‘Asarco wants to take everything away,’ strikers say, build Feb. 24 rally

By Deborah Liatos
March 2, 2020
Copper miners on strike against Asarco picket Ray Mine near Kearny, Arizona, Feb. 6.
United Steelworkers Local 937Copper miners on strike against Asarco picket Ray Mine near Kearny, Arizona, Feb. 6. The workers deserve — and need — solidarity in standing up to company’s union-busting drive.

Strikers at the Asarco mining complexes in Arizona and Texas are gearing up for a Feb. 24 solidarity rally at the Phoenix Convention Center outside the Society for Mining, Metallurgy and Exploration National Conference. The labor movement in the area is building the action.  

“We’re taking on the company that wants to take everything away from us. They want us to go four more years without a raise,” Lyle Murphy, president of United Steelworkers Local 5252 and a striking worker at the Ray Mine in Kearny, Arizona, says on a union-made video. “We’re not going to take it any more.”

Murphy told the Militant  by phone Feb. 16 that the strikers are keeping up a spirited picket line and continue to get real community support.
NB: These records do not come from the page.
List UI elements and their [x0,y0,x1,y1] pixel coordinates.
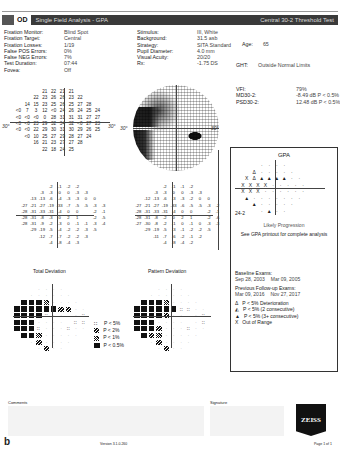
normal-dot-icon: · [53,300,54,305]
ght-value: Outside Normal Limits [258,62,310,68]
followup-date-1: Mar 09, 2016 [235,291,264,297]
p-lt-0.5-icon [29,333,35,338]
prob-cell [35,339,42,346]
normal-dot-icon: · [166,340,167,345]
prob-cell [43,299,50,306]
p-lt-2-icon [66,307,71,312]
legend-row: P < 1% [94,334,124,341]
normal-dot-icon: · [68,293,69,298]
p-lt-0.5-icon [134,306,140,311]
prob-cell: · [65,299,72,306]
normal-dot-icon: · [173,326,174,331]
info-value: 12.48 dB P < 0.5% [296,99,340,105]
p-lt-0.5-icon [21,306,27,311]
prob-cell: · [185,339,192,346]
grid-value: 25 [93,127,102,133]
grid-value: -8 [169,240,178,246]
prob-cell [65,306,72,313]
normal-dot-icon: · [180,340,181,345]
prob-cell: · [192,306,199,313]
normal-dot-icon: · [158,346,159,351]
prob-cell: · [163,293,170,300]
grid-value: -11 [152,234,161,240]
normal-dot-icon: · [75,326,76,331]
normal-dot-icon: · [75,307,76,312]
prob-cell: ∷ [177,306,184,313]
legend-label: P < 5% [104,320,120,327]
normal-dot-icon: · [75,300,76,305]
prob-cell [13,319,20,326]
left-degree-label: 30° [2,123,10,129]
normal-dot-icon: · [195,320,196,325]
grid-value: -27 [134,221,143,227]
prob-cell: ∷ [65,326,72,333]
grayscale-vertical-axis [176,85,177,171]
p-lt-0.5-icon [21,300,27,305]
p-lt-0.5-icon [141,326,147,331]
p-lt-0.5-icon [156,306,162,311]
prob-cell: · [28,293,35,300]
prob-cell [57,306,64,313]
prob-cell [155,299,162,306]
grid-value: -3 [82,234,91,240]
prob-cell [163,299,170,306]
prob-cell [28,299,35,306]
grid-value: 28 [76,140,85,146]
grid-value: <0 [23,134,32,140]
legend-label: P < 1% [103,334,119,341]
prob-row: ···· [130,299,210,306]
pdv-horizontal-axis [135,215,213,216]
normal-dot-icon: · [158,293,159,298]
p-lt-0.5-icon [36,306,42,311]
grid-row: -4-8-4-3 [16,240,112,246]
normal-dot-icon: · [46,333,47,338]
grid-value: 24 [84,134,93,140]
info-row: Rx:-1.75 DS [137,60,231,66]
p-lt-5-icon: ∷ [94,320,100,327]
prob-row: ···· [10,299,90,306]
prob-cell: · [43,319,50,326]
gpa-note: See GPA printout for complete analysis [231,231,337,237]
prob-cell: · [57,293,64,300]
grid-value: -5 [90,227,99,233]
prob-cell [185,319,192,326]
signature-field[interactable] [210,406,284,436]
normal-dot-icon: · [46,340,47,345]
prob-cell: · [80,326,87,333]
prob-row: ····· [10,339,90,346]
prob-cell: · [163,332,170,339]
prob-cell: · [80,306,87,313]
p-lt-5-icon: ∷ [37,326,40,331]
prob-cell [140,306,147,313]
global-indices: VFI:79%MD30-2:-8.49 dB P < 0.5%PSD30-2:1… [236,86,340,105]
prob-cell [155,339,162,346]
prob-cell [140,319,147,326]
prob-cell: · [35,319,42,326]
prob-cell [28,306,35,313]
grayscale-left-degree: 30° [120,125,128,131]
grid-value: 18 [49,147,58,153]
prob-cell [28,319,35,326]
info-value: Off [64,67,71,73]
triangle-filled-icon: ▲ [251,201,259,208]
stimulus-block: Stimulus:III, WhiteBackground:31.5 asbSt… [137,29,231,67]
gpa-horizontal-axis [235,188,325,189]
age-field: Age: 65 [242,41,269,47]
normal-dot-icon: · [173,287,174,292]
prob-cell: · [200,326,207,333]
pattern-deviation-title: Pattern Deviation [148,268,186,274]
grid-value: -2 [196,234,205,240]
prob-cell: · [177,286,184,293]
prob-cell: · [43,332,50,339]
comments-field[interactable] [8,406,204,436]
prob-cell: · [155,345,162,352]
info-row: PSD30-2:12.48 dB P < 0.5% [236,99,340,105]
grayscale-right-degree: 30° [211,125,219,131]
normal-dot-icon: · [60,333,61,338]
normal-dot-icon: · [68,333,69,338]
prob-row: ·····∷ [130,319,210,326]
normal-dot-icon: · [158,320,159,325]
normal-dot-icon: · [83,326,84,331]
prob-cell [148,326,155,333]
p-lt-0.5-icon [29,326,35,331]
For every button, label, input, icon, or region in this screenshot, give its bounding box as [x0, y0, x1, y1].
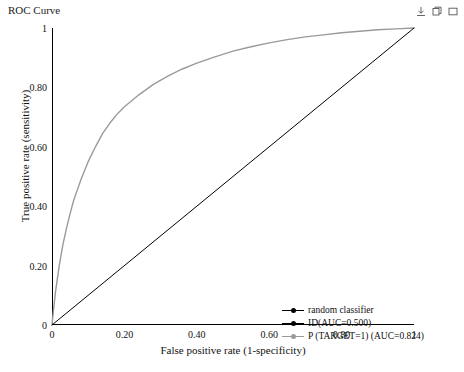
legend-item-target: P (TARGET=1) (AUC=0.824) [282, 330, 424, 343]
chart-toolbar [416, 3, 458, 14]
download-icon[interactable] [416, 3, 426, 14]
legend: random classifier ID(AUC=0.500) P (TARGE… [282, 304, 424, 343]
y-axis-label: True positive rate (sensitivity) [19, 46, 31, 266]
legend-label-target: P (TARGET=1) (AUC=0.824) [308, 330, 424, 343]
series-line-0 [52, 28, 414, 325]
legend-item-random-classifier: random classifier [282, 304, 424, 317]
legend-swatch-id [282, 320, 304, 327]
x-tick-3: 0.60 [260, 329, 278, 340]
legend-swatch-random-classifier [282, 307, 304, 314]
x-tick-2: 0.40 [188, 329, 206, 340]
x-tick-1: 0.20 [116, 329, 134, 340]
maximize-icon[interactable] [448, 3, 458, 14]
legend-item-id: ID(AUC=0.500) [282, 317, 424, 330]
plot-area: 0 0.20 0.40 0.60 0.80 1 0 0.20 0.40 0.60… [52, 28, 414, 325]
y-tick-0: 0 [17, 320, 47, 331]
legend-label-id: ID(AUC=0.500) [308, 317, 371, 330]
y-tick-5: 1 [17, 23, 47, 34]
page-title: ROC Curve [8, 4, 60, 16]
legend-label-random-classifier: random classifier [308, 304, 374, 317]
x-axis-label: False positive rate (1-specificity) [52, 344, 414, 356]
x-tick-0: 0 [50, 329, 55, 340]
roc-curves [52, 28, 414, 325]
copy-icon[interactable] [432, 3, 442, 14]
legend-swatch-target [282, 333, 304, 340]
He said the local will be sending members to the Phoenix rally. 

Some 1,700 workers from seven unions have been on strike since Oct. 13 at the Mission and Silver Bell mines near Tucson; the Ray Mine and Hayden smelter complexes in the “copper triangle” east of Phoenix; and Asarco’s refinery in Amarillo, Texas. 

The workers are fighting against a vicious union-busting drive by the bosses, who refuse to negotiate. The company boasts it will impose steep concessions, including extending a decadelong wage freeze for most of the miners, tripling health care costs, and restricting the unions’ right to protect workers on the job.

Arizona is the heart of the copper industry in the U.S. and the owners have fought for decades to break the unions and boost their profits. Miners lost a three-year pitched battle in the 1980s with Phelps Dodge bosses at the Morenci mine, the largest in the state. The company was backed by sharpshooters and National Guard sent in by the governor.  

While the strikers have shut down Asarco’s Amarillo refinery and Hayden smelter, the company continues some production at other complexes. It advertises for personnel on its website and uses supervisors, nonunion contractors and some workers who have crossed the picket line.  

“Right now, for the scabs, there’s a high potential for injuries,” said Murphy. “The supervisors are doing the training for the jobs. It’s not proper training. They don’t even know how to do the jobs. We know there was a bus of scabs that got dropped off at the Kearny clinic to get examined to start work at the mine.”  

Buses, car caravan to Feb. 24 action

“There will be a bus from Tucson to bring people to the strike support action in Phoenix on Feb. 24,” Eduardo Placencio, a striking worker and recording secretary of USW Local 937 in Tucson told the Militant  by phone Feb. 14.  

“Four of us are coming for the protest in Phoenix,” Leonardo Segura, on strike at the refinery in Amarillo and vice president of USW Local 5613, told the Militant. “We’re getting a lot of support from the AFL-CIO and the community but not much support from elected officials in the area. We always have people drop off breakfast burritos, donuts and coffee.” 

Segura traveled over 700 miles with three other strikers to participate in the miners’ contingent at the Martin Luther King Day march and rally in Tucson Jan. 20.  

“We have inflation going on and we are still stuck at the same amount we were making 10 years ago,” Jason Goeke, a military veteran and single dad with three children who’s now on strike at the Mission Mine in Sahuarita, Arizona, told News 4 TV in Tucson Feb. 10. 

That day Rosie Lamey brought a pie to the picket line there. “It is the right thing to do. I feel that if we see a need, we need to do it. And they need food,” she told the TV crew. It is her third week bringing food to the miners. “I have done two different casseroles and I made sandwiches and Friday I am bringing out salmon.”  

Solidarity for the strike is crucial — and well deserved. The miners welcome supporters joining their picket lines, and to the dinners and movie nights they organize every week, as well as donations to their food pantry and strike fund.

For strikers at the Ray Mine and Hayden smelter, send contributions and messages to USW Local 915, Strike Assistance, P.O. Box 550, Kearny, AZ 85137. For strikers at the Mission and Silver Bell mines near Tucson, send contributions to the Pima Area Labor Federation Community Services via paypal.me/palfcommunityservice. Solidarity messages to the strike can be sent via palfchair@gmail.com. For strikers at the Amarillo refinery, send to USW Local 5613, 4230 Texas Hwy 136, Amarillo, TX 79108.  

Ellie Garcia contributed to this article.